─── Input ───

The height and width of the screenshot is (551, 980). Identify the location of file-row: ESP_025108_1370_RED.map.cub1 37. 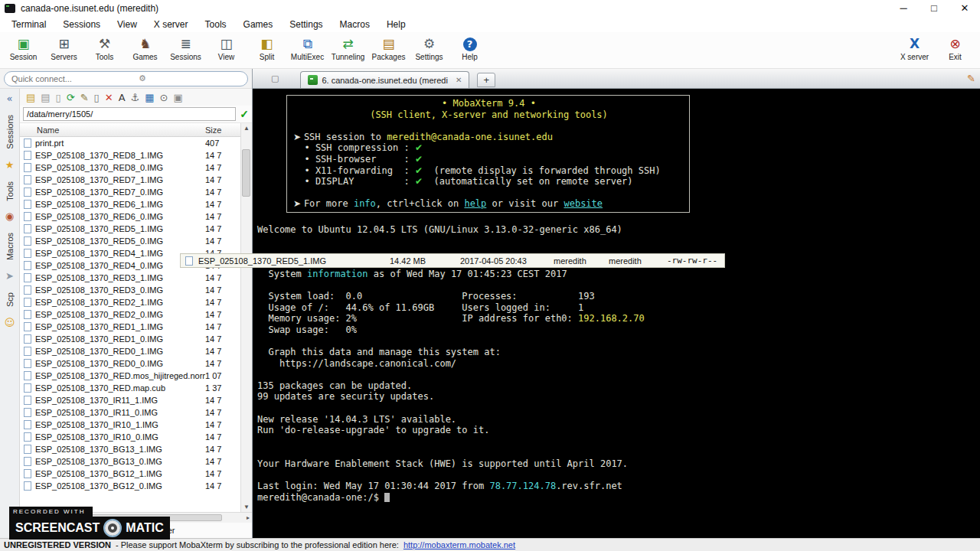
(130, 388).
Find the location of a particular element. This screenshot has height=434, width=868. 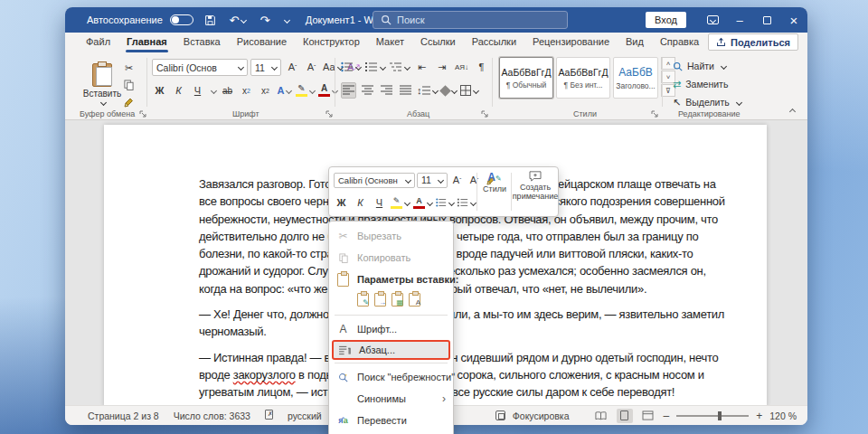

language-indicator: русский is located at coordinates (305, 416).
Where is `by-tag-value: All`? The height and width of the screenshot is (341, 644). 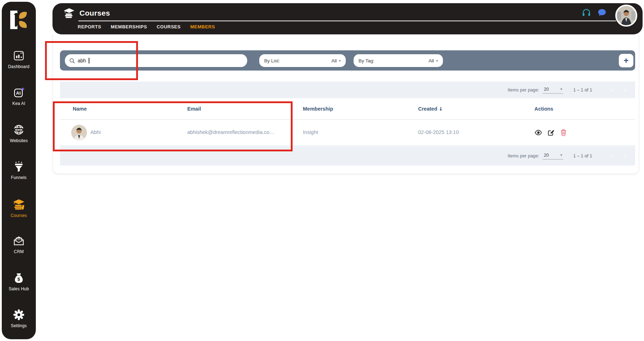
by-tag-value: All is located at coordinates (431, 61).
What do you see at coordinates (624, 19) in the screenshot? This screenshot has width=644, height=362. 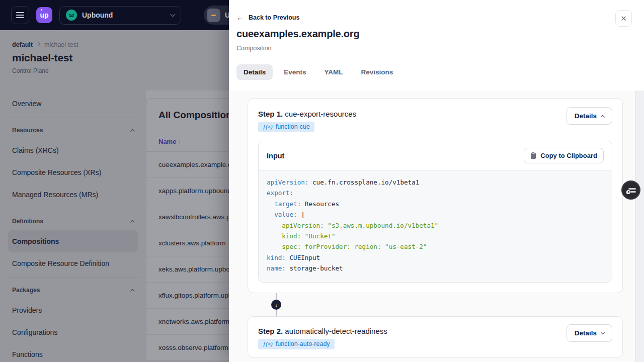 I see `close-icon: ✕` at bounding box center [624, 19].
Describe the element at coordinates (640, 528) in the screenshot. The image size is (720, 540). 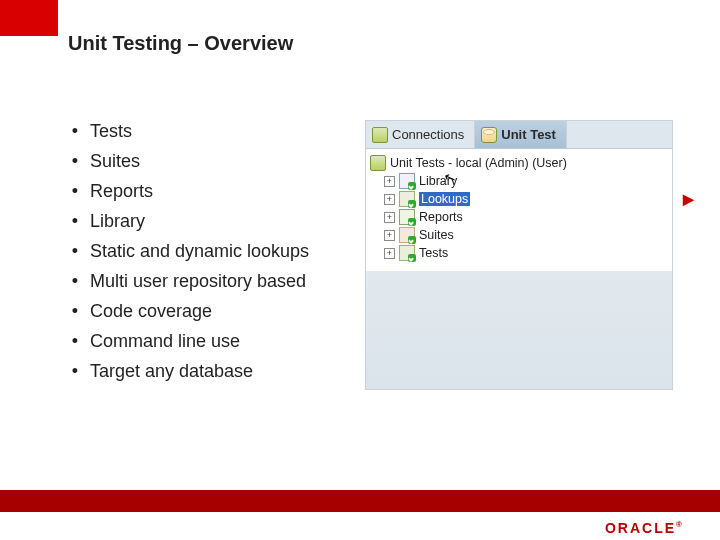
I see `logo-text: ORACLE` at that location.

───

Take the lines from the one containing "Describe the element" through the last line of the listing and repeat them exactly. Omit the pictures.

_Result for this exercise_.
Describe the element at coordinates (640, 528) in the screenshot. The image size is (720, 540). 
I see `logo-text: ORACLE` at that location.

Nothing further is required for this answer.